Despite mediocre reviews, Sony’s adaptation of the beloved children’s character toppled ‘Black Panther’ and held off ‘Pacific Rim: Uprising’ and ‘Ready Player One’ to claim the top spot for three straight weeks.
In the end, it wasn’t a rebooted and more suitably clothed Lara Croft that toppled Black Panther from its record-breaking spell at the top of the U.K. box office. After a four-week run, Wakanda’s eventual dethroning came via a far more diminutive and unlikely challenger wearing a little blue jacket and literally nothing else: Peter Rabbit.
Sony’s live-action-meets-CGI adaptation of the beloved Beatrix Potter character — voiced by James Corden and also starring the likes of Daisy Ridley, Domhnall Gleeson and Margot Robbie — took a stunning £7.3 ($10.2 million) on its opening weekend after launching in cinemas March 16, the second-biggest British debut of 2018 after Black Panther. The figure put the film ahead of recent U.K. openings for fellow family titles Coco and The Boss Baby, but — understandably — behind established franchise sequels Paddington 2 and Despicable Me 3.
However, with the Easter break in its sights, Peter Rabbit didn’t just cement its position at the top, but took several other major scalps in the process.
Week two saw it earn £4.6 million ($6.4 million), comfortably more than the challenge of John Boyega and Pacific Rim: Uprising, which slumped with a debut of £1.7 million ($2.4 million). The following week, buoyed by the start of the Easter Holidays (a decidedly damp affair that no doubt saw parents desperate to entertain their children) and Sony giving the film its widest ever release across some 694 locations, Peter went one better, staying at the top with £5.61 million ($7.9 million) — a 22 percent rise — and holding off Steven Spielberg’s Ready Player One (£5.11 million including Thursday previews).
On Monday April 2, a rain-soaked public holiday, Peter Rabbit scored its third-best day after its opening weekend, and on its 18th day of release. Its success over the Easter Weekend brought its total revenue up to an astonishing £23.3 million ($33.7 million), not just making it Sony Pictures Animation’s most successful film in the U.K. (beating Hotel Transylvania 2), but seeing it track well ahead of Zootopia, Paddington and now Paddington 2.
Given the film’s somewhat mediocre critical reception in the U.K., where a property such as Peter Rabbit is — much like Paddington Bear — rooted in the country’s cultural DNA, having been written by local author and illustrator Beatrix Potter in 1893, the film’s success came as something of a shock to the industry.
But not so at Sony, where its president of international distribution Steven O’Dell says “ambitions were pretty high.”
Initial noise may well have proved worrying. Early reviews didn’t fall for Corden’s “cocky” and “cheeky” incarnation of Peter, picking out one scene where the animal actually twerks Miley Cyrus-style. The film was also accused of “allergy bullying” for a scene in which a group of bunnies attacks a man with blackberries, knowing he is allergic to them, and provoking calls for a boycott.
But the #boycottpeterrabbit hashtag didn’t shake the studio.
“Our U.K. office was resolute from day one when they started seeing the film, even in rough form,” says O’Dell. “They said, ‘The market is going to love this film.’ You never really know, but they were resolute — they said, ‘People are going to get this film, they’re going to really love this film in the U.K.”
Sony also deployed a unique marketing strategy that looked to very much tap into the U.K.’s long-standing love of Potter’s rabbit.
“We went for a focus on older audiences,” says Michael Horn, Sony’s president of international marketing. “We wanted to communicate in some way that we were still rooted in the tradition and wanted to do right by the tradition of this beloved franchise.”
Part of this approach came in February and March with a partnership with The Daily Telegraph newspaper that saw several content pieces and vignettes explain the characters and had the various voice talents and stars discussing their own memories of growing up with Peter Rabbit (Robbie revealed she had “little teacup and saucers” with him painted on them). Members of the Potter estate were also involved.
“That went a long way to connecting audiences, because we know how important voices are in animation and the special talent we had on this film,” Horn says.
Another tie-in was with the famed Harrod’s store in London’s Knightsbridge neighborhood, which actually features in the film. “We took over the store front — that was massive,” Horn says. “We had one English icon associated with another.”
The tactic — coupled with a release date two weeks ahead of Easter that gave the film a chance to gather word-of-mouth steam — clearly worked. And while Peter Rabbit now stands as the 10th most successful film of 2018 globally, with an imposing total haul of $229 million, it’s in its spiritual homeland of the U.K. where the results are most impressive.
And it’s in the U.K. where the figures look only set to increase in April, with one week of school holidays almost complete and another still to come.
Just as Paddington is becoming an every-three-years British Christmas tradition, Peter Rabbit could well mark Sony’s domination of future Easters.
“There’s so much goodwill around the film that I imagine production heads are already sitting thinking about [a sequel],” O’Dell says.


What is the number of lines below that contain the word "bone"? Give only that number.

START INPUT RECORDS

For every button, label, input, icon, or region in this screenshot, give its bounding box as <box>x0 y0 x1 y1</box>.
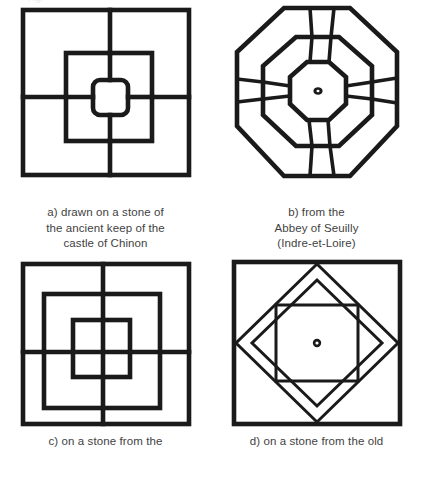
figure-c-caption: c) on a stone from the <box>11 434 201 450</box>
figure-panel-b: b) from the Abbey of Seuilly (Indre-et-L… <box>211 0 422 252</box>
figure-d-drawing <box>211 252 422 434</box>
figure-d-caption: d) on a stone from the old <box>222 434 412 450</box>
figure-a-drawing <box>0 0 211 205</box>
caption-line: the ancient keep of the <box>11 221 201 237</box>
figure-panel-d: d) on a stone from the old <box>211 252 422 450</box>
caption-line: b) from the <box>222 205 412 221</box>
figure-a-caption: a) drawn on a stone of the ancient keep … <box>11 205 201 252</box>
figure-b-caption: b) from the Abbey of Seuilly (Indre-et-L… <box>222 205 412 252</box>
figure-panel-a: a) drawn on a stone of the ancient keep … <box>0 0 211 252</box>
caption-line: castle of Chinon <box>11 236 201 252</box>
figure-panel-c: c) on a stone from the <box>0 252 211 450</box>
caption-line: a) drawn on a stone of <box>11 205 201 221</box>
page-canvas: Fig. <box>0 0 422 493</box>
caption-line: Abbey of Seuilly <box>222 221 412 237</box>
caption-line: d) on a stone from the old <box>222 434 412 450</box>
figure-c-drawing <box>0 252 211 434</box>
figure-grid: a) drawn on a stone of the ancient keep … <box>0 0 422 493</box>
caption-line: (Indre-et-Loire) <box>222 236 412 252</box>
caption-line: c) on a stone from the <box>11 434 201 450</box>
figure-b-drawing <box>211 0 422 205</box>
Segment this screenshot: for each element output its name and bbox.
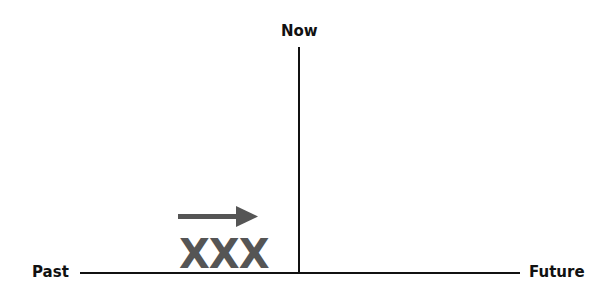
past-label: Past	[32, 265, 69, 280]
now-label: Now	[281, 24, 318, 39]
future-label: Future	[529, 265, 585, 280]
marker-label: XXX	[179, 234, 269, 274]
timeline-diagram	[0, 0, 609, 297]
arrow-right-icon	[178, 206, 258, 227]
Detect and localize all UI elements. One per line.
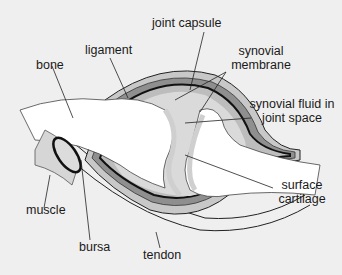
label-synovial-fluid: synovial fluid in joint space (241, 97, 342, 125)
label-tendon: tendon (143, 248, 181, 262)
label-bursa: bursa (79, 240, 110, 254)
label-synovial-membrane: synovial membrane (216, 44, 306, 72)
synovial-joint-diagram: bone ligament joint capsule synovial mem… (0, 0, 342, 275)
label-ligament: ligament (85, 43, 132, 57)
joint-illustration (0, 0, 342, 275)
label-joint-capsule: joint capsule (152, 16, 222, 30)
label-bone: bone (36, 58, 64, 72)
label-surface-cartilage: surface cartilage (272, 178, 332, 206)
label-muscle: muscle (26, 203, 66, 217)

END INPUT RECORDS
START INPUT RECORDS

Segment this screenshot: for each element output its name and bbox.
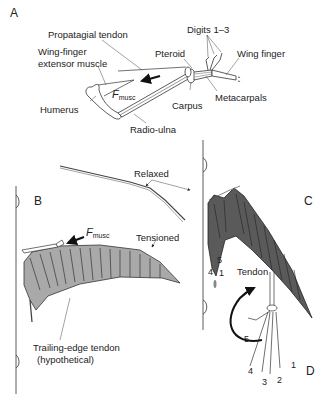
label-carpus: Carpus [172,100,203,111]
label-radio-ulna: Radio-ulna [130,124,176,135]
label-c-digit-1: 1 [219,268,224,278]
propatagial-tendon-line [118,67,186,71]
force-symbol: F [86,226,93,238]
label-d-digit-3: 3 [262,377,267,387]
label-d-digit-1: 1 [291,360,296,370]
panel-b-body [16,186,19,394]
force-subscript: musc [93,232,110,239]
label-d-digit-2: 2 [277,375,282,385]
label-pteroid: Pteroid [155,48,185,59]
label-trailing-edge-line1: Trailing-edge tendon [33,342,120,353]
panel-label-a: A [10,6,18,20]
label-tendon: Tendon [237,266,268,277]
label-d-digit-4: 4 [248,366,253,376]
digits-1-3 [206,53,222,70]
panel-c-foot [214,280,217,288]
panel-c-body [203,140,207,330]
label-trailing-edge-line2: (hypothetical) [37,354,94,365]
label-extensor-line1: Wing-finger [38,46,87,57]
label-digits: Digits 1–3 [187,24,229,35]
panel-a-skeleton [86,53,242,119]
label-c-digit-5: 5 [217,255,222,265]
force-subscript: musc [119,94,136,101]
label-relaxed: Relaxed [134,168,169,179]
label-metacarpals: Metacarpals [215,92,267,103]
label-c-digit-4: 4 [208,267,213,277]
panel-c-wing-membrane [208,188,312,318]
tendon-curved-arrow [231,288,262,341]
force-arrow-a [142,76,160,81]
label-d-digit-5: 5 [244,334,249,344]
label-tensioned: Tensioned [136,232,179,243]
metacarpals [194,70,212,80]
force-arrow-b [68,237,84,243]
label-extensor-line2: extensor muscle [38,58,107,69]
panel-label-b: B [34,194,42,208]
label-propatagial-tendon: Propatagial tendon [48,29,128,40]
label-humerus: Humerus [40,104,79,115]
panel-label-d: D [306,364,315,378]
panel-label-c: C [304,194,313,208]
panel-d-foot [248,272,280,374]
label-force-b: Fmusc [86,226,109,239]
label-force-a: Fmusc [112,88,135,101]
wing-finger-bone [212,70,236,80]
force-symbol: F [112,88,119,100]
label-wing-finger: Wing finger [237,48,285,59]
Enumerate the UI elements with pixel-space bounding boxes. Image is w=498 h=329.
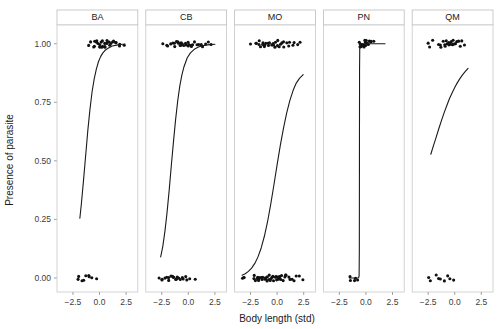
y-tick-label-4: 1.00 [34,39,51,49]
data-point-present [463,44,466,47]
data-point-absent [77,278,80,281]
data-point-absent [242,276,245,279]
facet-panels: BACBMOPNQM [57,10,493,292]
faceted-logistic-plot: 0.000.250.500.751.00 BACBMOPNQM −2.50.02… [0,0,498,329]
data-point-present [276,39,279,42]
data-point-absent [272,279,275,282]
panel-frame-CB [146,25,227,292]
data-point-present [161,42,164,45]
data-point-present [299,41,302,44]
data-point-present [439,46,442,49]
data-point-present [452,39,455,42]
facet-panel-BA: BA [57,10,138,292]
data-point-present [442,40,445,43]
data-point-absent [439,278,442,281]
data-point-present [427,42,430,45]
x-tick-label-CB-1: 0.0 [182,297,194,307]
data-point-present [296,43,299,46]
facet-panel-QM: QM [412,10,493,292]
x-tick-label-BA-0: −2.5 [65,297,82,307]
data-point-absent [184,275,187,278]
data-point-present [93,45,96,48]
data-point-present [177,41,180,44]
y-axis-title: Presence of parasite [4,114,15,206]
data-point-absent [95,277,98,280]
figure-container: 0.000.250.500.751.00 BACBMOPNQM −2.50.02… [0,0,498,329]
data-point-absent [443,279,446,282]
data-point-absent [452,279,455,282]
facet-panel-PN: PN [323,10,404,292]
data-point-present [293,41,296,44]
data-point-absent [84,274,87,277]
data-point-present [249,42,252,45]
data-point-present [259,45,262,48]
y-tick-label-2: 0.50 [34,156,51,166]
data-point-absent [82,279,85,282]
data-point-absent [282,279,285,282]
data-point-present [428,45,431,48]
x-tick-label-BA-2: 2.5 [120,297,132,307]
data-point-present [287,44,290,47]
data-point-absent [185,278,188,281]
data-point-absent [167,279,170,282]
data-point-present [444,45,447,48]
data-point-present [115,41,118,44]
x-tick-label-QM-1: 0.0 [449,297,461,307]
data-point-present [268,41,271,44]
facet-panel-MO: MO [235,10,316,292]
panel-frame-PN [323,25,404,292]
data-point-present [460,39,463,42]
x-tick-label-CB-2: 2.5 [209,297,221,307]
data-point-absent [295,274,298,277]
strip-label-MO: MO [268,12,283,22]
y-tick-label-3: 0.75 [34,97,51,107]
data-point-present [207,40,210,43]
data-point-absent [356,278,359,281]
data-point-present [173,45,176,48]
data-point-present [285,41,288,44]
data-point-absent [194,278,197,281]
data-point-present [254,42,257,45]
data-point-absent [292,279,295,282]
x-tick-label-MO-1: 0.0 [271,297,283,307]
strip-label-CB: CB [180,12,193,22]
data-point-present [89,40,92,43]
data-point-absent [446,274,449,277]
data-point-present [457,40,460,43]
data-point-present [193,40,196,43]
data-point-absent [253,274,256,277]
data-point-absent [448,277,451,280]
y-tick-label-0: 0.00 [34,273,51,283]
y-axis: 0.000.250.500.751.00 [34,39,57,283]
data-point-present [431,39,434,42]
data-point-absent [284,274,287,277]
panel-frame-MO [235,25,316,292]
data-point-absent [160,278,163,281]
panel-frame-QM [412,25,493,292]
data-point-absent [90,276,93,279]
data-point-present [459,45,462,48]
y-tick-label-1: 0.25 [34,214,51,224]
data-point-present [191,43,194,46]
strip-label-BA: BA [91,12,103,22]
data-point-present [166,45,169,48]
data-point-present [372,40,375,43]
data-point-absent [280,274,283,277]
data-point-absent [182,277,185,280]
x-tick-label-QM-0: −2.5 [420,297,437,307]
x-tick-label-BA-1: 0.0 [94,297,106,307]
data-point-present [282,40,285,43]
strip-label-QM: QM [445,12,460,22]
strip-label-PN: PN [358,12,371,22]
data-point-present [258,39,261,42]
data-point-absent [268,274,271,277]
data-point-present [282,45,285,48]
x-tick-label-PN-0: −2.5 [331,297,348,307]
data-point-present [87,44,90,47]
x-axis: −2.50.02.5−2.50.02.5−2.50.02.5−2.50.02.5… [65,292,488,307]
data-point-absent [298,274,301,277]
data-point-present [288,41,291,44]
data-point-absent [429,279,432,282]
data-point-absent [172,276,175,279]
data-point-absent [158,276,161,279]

END INPUT RECORDS
START INPUT RECORDS

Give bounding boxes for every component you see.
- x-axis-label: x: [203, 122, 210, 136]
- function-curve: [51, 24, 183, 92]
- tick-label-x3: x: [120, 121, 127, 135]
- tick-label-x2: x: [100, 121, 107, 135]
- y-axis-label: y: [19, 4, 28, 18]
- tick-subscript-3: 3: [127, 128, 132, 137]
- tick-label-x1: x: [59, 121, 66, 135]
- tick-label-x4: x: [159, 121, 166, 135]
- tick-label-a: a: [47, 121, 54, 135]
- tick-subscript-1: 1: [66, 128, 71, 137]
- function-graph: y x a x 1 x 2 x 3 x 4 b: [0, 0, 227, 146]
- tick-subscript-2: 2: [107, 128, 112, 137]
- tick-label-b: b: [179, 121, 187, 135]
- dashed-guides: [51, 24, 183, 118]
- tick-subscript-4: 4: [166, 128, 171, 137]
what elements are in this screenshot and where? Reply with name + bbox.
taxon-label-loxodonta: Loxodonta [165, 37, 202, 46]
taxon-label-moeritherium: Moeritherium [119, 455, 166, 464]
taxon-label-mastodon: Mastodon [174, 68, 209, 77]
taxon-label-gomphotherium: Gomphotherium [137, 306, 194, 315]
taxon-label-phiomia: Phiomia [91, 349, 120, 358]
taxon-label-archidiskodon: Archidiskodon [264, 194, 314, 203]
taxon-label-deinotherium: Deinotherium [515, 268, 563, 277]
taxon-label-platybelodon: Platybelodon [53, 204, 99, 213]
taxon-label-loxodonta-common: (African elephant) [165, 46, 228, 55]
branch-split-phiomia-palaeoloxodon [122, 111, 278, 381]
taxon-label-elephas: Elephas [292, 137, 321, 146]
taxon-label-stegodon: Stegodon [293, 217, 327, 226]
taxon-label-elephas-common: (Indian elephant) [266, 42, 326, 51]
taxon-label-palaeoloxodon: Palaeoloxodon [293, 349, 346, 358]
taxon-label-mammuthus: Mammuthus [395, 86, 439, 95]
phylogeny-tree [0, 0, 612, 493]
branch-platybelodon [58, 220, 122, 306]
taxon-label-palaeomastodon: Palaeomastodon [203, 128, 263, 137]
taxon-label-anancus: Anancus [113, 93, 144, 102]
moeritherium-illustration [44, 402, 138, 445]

END INPUT RECORDS

PROBLEM SOLUTION = 3